While to most people it seems that there is a rational, objective system behind the dates we see on our food, it’s really more like the Wild West. Take orange juice, for instance. In most states, no laws require that orange juice needs to have a date stamped on it. It is then up to up to the manufacturers to figure the whole thing out on their own, and they might go through a whole series of decisions, such as:

• Should the product have a date displayed at all? Their retail customers might demand this of them; otherwise it’s up to them.

• Which words to use? Will it be “use by” or “best before” or even “sell by?” Up to them.

• What does the date convey? Is it that the taste might change a little, or perhaps the color, or do they just want you to see it as a fresh product even if it will last quite a while longer? There’s no definition, so in fact, a range of factors can feed into this decision.

• How is the date calculated? They might use lab tests, do consumer taste tests, look at literature values or just sales data. Anything goes here.

You might think that there is similarity in the dates at least across orange juice brands, so that when you’re looking at two containers of orange juice, the dates are comparable, right? Nope. Not the case.

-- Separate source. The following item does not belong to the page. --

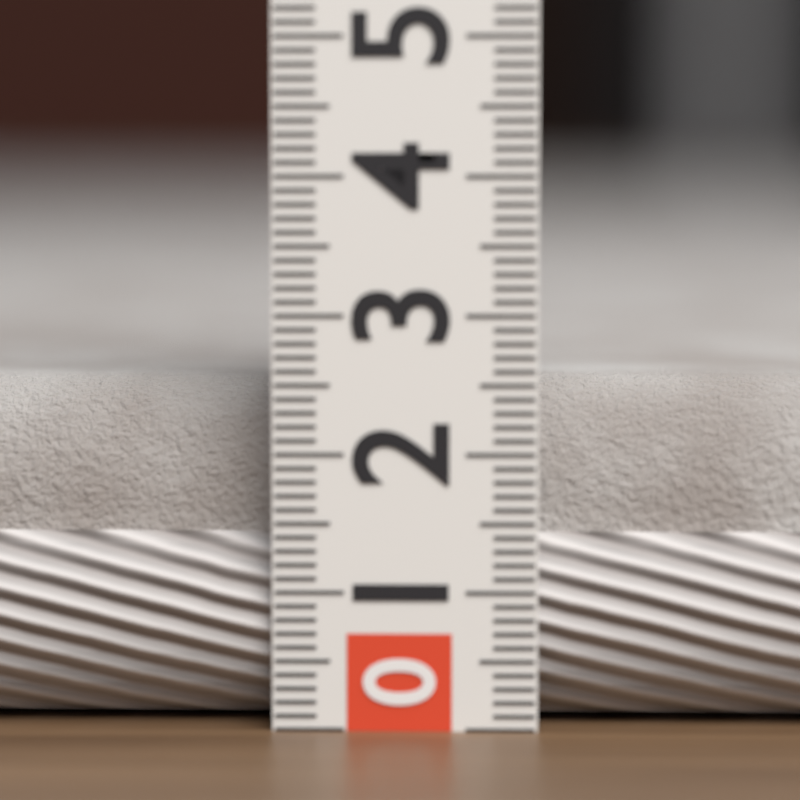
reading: 2.5 (no unit)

If you don’t believe me, try this experiment. Go into your favorite grocery store and peruse the milk section and its dates (or OJ; I just happened to do it with milk not all that long ago). At Trader Joe’s, I found milk with no words, different words and different types of dates, all within the same Trader Joe’s brand.

Seriously? How are these things supposed to mean anything? The problem is that when there’s that much variation, they don’t. And yet somehow, we all operate on the premise that those dates know better than we do whether our food is still good to eat. 

The main thing to understand is that foodborne illness comes from contamination, not spoilage. A pathogen has to be on your food to begin with in order for you to get sick, and it has to grow to levels that will make you sick. Handling your food safely is more important than its age. In fact, when interviewed on this topic, the president of the Institute of Food Technologists told NPR, “In 40 years, in eight countries, if I think of major product recalls and food poisoning outbreaks, I can’t think of [one] that was driven by a shelf-life issue.”

So as consumers, the most important thing we can do is handle our food safely. Both business and government can be partners in this by providing education, but also by helping to make our food dating system more intelligible. We need a reliable, coherent and uniform system of date labels that actually communicates what the dates are trying to convey.

From the United Kingdom to the European Union and the United Nations, and even NRDC in last year’s food waste report, every entity that has investigated food waste has highlighted reducing confusion around expiration dates as one of the key “low hanging fruit” opportunities for reducing food waste. Let’s turn that opportunity into action.